If a bank has already told you no, that is not the end of the road in Suffolk County. There are local credit unions, CDFIs, and state-backed lenders on Long Island who work with people the big banks overlook, including those with ITIN numbers, gaps in credit history, or non-traditional income. This guide walks you through what to gather, who to call, and what to watch out for. Origen Capital is a directory, not a lender, so we do not take your information or push you toward anyone.
These four institutions serve borrowers in Suffolk County or the broader Long Island and New York region and are worth a direct conversation. See the lenders section below for specifics on each one.
Accion Opportunity Fund is a national CDFI that actively lends to small business owners and solo contractors in New York, including those with ITIN numbers, thin credit files, or non-traditional income sources.
Suffolk Federal is a Long Island-based credit union with branches across Suffolk County that uses member-focused underwriting and offers personal loans, small business accounts, and mortgage products with more flexibility than large banks.
NYBDC is a statewide lender that works through SBA loan programs and direct lending to support small businesses across New York, including those in Suffolk County who need capital that banks will not provide on their own.
The SBA New York District Office connects Suffolk County borrowers with SBA-approved lenders, Small Business Development Center counselors at Stony Brook University, and technical assistance resources at no cost.
Suffolk County has a strong economy and a large immigrant workforce, which unfortunately attracts predatory lenders who know you have been turned away elsewhere. The traps below are real and common on Long Island. Read them before you sign anything. If a lender is pushing you to move fast, that urgency is almost always designed to stop you from reading carefully. Slow down. If anything in an offer does not make sense when you read it out loud, ask for an explanation in writing before you proceed. A legitimate lender will give you that explanation without hesitation.
These are not loans — they are advances against future revenue with effective annual rates that can exceed 100 percent, and they are marketed heavily to contractors and small landlords who have been rejected elsewhere.
Legitimate loan brokers collect their fee at closing, not before; anyone asking for hundreds of dollars upfront to 'secure your file' is almost certainly running a fee-collection scam.
In Suffolk County's Latino and immigrant communities, notarios sometimes present themselves as financial or legal advisors, but they are not licensed to give lending advice and have no accountability if the deal goes wrong.
Ask Iris. She'll explain it the way it should have been explained the first time.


### EXERCISE
Give an unaltered copy of the listing below, minus its pictures.
======
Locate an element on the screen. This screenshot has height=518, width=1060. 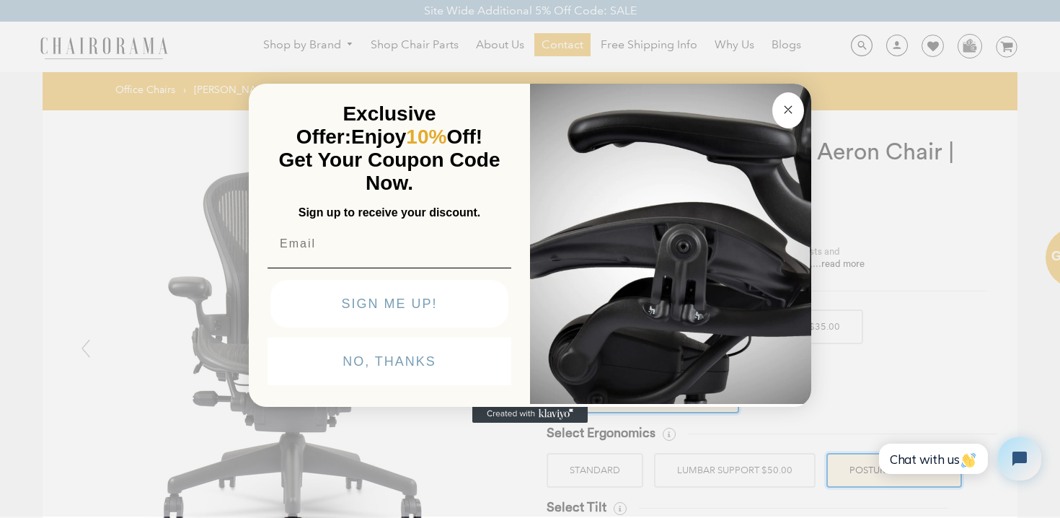
button: Open chat widget is located at coordinates (157, 34).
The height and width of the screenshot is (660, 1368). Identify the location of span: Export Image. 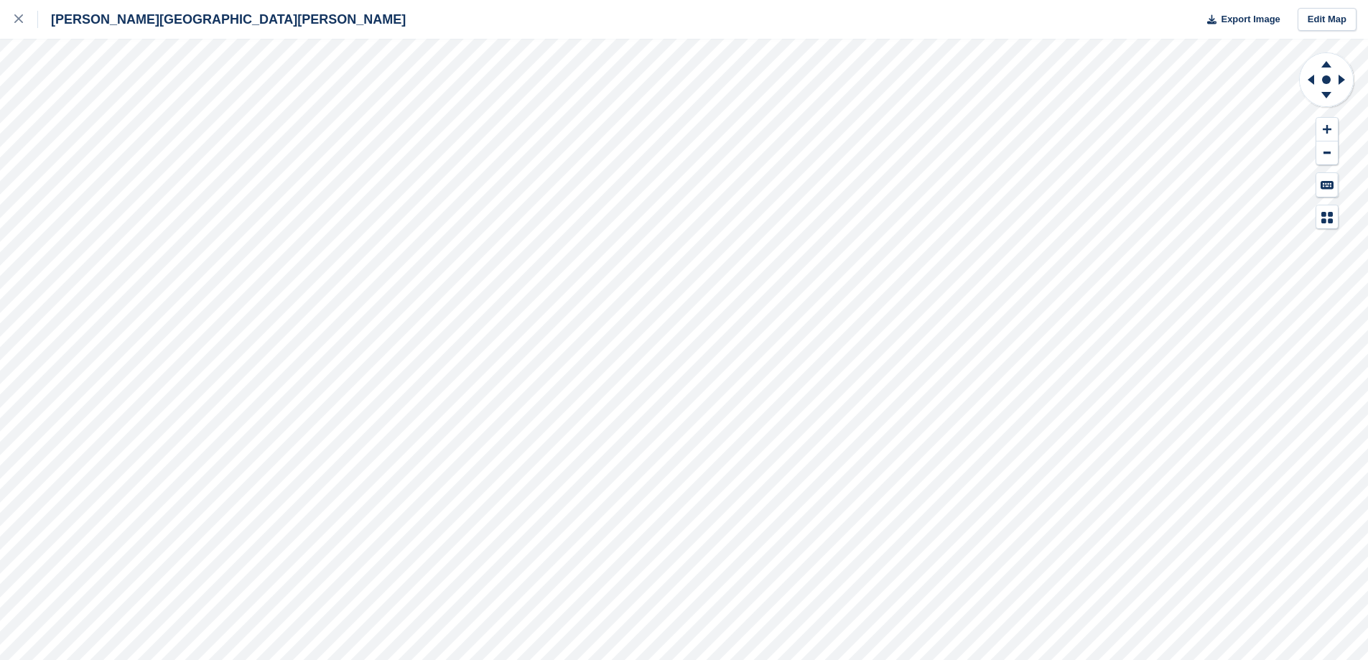
(1250, 19).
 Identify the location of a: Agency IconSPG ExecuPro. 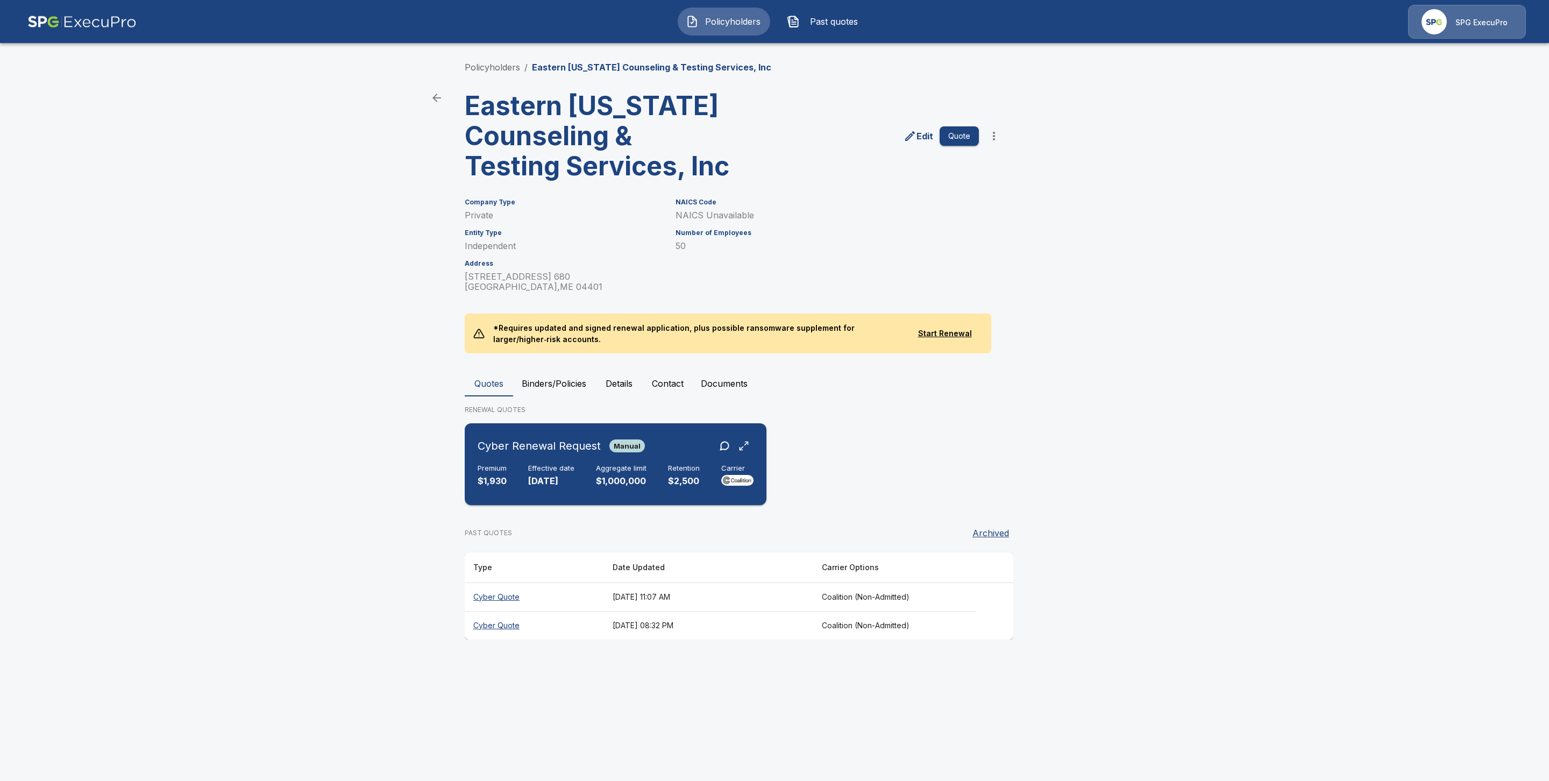
(1467, 22).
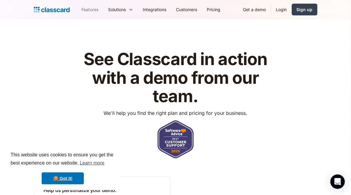  What do you see at coordinates (187, 9) in the screenshot?
I see `a: Customers` at bounding box center [187, 9].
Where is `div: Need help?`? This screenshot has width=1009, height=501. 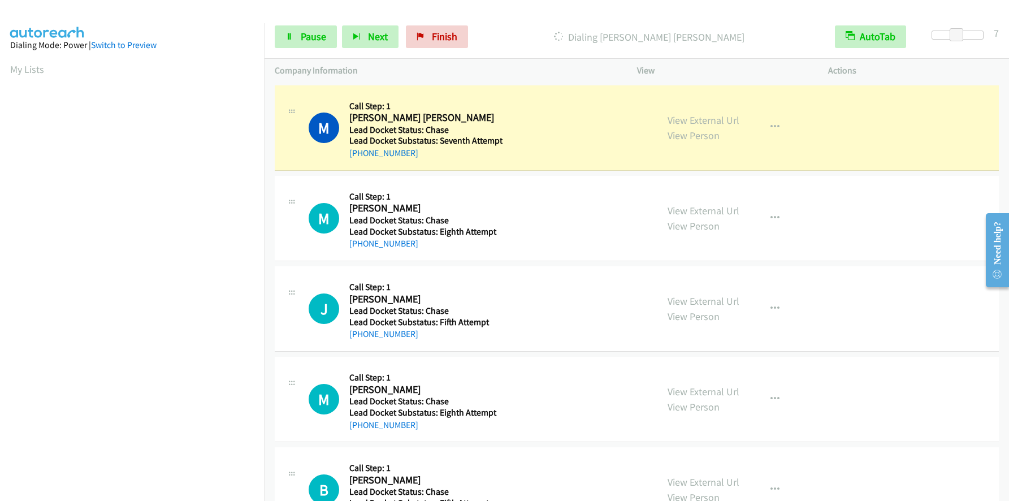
======
### ANSWER TO THIS EXERCISE
Locate an element on the screen. This screenshot has height=518, width=1060. 
button: Open chat widget is located at coordinates (157, 34).
The height and width of the screenshot is (660, 1368). Identify the location of span: Export Image. 
(1250, 19).
 Identify the location of a: Agency IconSPG ExecuPro. 
(1467, 22).
  What do you see at coordinates (187, 9) in the screenshot?
I see `a: Customers` at bounding box center [187, 9].
Where is `div: Need help?`? This screenshot has width=1009, height=501. 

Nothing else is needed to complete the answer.